The only problem, she told the reader, was that she used her entire budget for marketing purposes and needed $5,000 to pay a developer to construct a page and video modules for the handicapper. All this reader needed to do was send her the money via PayPal.
The reader ignored his doubts because he figured that since Phillips was a columnist for the top sports betting site on the Internet, she was legitimate. He sent a Western Union payment to the "developer," Nilesh Prasad.
Needless to say, SarahPHI.com never came to fruition, and the reader threatened legal action until Phillips earned her position with ESPN.com. She strung him along for a bit longer before deactivating her email address and blocking him on Twitter.

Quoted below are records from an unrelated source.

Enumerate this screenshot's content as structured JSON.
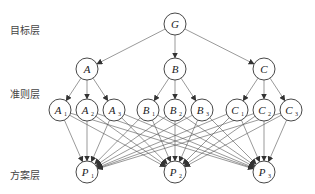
{
  "layers": {
    "goal": "目标层",
    "criteria": "准则层",
    "alternatives": "方案层"
  },
  "nodes": {
    "goal": [
      {
        "id": "G",
        "label": "G",
        "sub": "",
        "x": 175,
        "y": 24
      }
    ],
    "criteria": [
      {
        "id": "A",
        "label": "A",
        "sub": "",
        "x": 87,
        "y": 69
      },
      {
        "id": "B",
        "label": "B",
        "sub": "",
        "x": 175,
        "y": 69
      },
      {
        "id": "C",
        "label": "C",
        "sub": "",
        "x": 264,
        "y": 69
      }
    ],
    "subcriteria": [
      {
        "id": "A1",
        "label": "A",
        "sub": "1",
        "x": 60,
        "y": 110,
        "parent": "A"
      },
      {
        "id": "A2",
        "label": "A",
        "sub": "2",
        "x": 87,
        "y": 110,
        "parent": "A"
      },
      {
        "id": "A3",
        "label": "A",
        "sub": "3",
        "x": 114,
        "y": 110,
        "parent": "A"
      },
      {
        "id": "B1",
        "label": "B",
        "sub": "1",
        "x": 148,
        "y": 110,
        "parent": "B"
      },
      {
        "id": "B2",
        "label": "B",
        "sub": "2",
        "x": 175,
        "y": 110,
        "parent": "B"
      },
      {
        "id": "B3",
        "label": "B",
        "sub": "3",
        "x": 202,
        "y": 110,
        "parent": "B"
      },
      {
        "id": "C1",
        "label": "C",
        "sub": "1",
        "x": 237,
        "y": 110,
        "parent": "C"
      },
      {
        "id": "C2",
        "label": "C",
        "sub": "2",
        "x": 264,
        "y": 110,
        "parent": "C"
      },
      {
        "id": "C3",
        "label": "C",
        "sub": "3",
        "x": 291,
        "y": 110,
        "parent": "C"
      }
    ],
    "alternatives": [
      {
        "id": "P1",
        "label": "P",
        "sub": "1",
        "x": 87,
        "y": 172
      },
      {
        "id": "P2",
        "label": "P",
        "sub": "2",
        "x": 175,
        "y": 172
      },
      {
        "id": "P3",
        "label": "P",
        "sub": "3",
        "x": 264,
        "y": 172
      }
    ]
  },
  "style": {
    "radius": 11,
    "stroke": "#333333",
    "edge": "#555555"
  }
}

We still don't know whether Sarah Phillips was simply being fed information from Prasad, and we don't know how many more unfortunate would-be gambling experts have fallen victim to Phillips and Prasad's schemes.
But we know that this unfortunate reader wasn't the only one to make an assumption that cost him thousands. Lynn Hoppes, the ESPN.com editor who hired Phillips, made the same judgment error. Likely, none of them thought it would come to this.
Together, Phillips and Prasad have cast enormous doubt on a thriving online journalism environment and have proven that trust—and common decency—are too much to expect.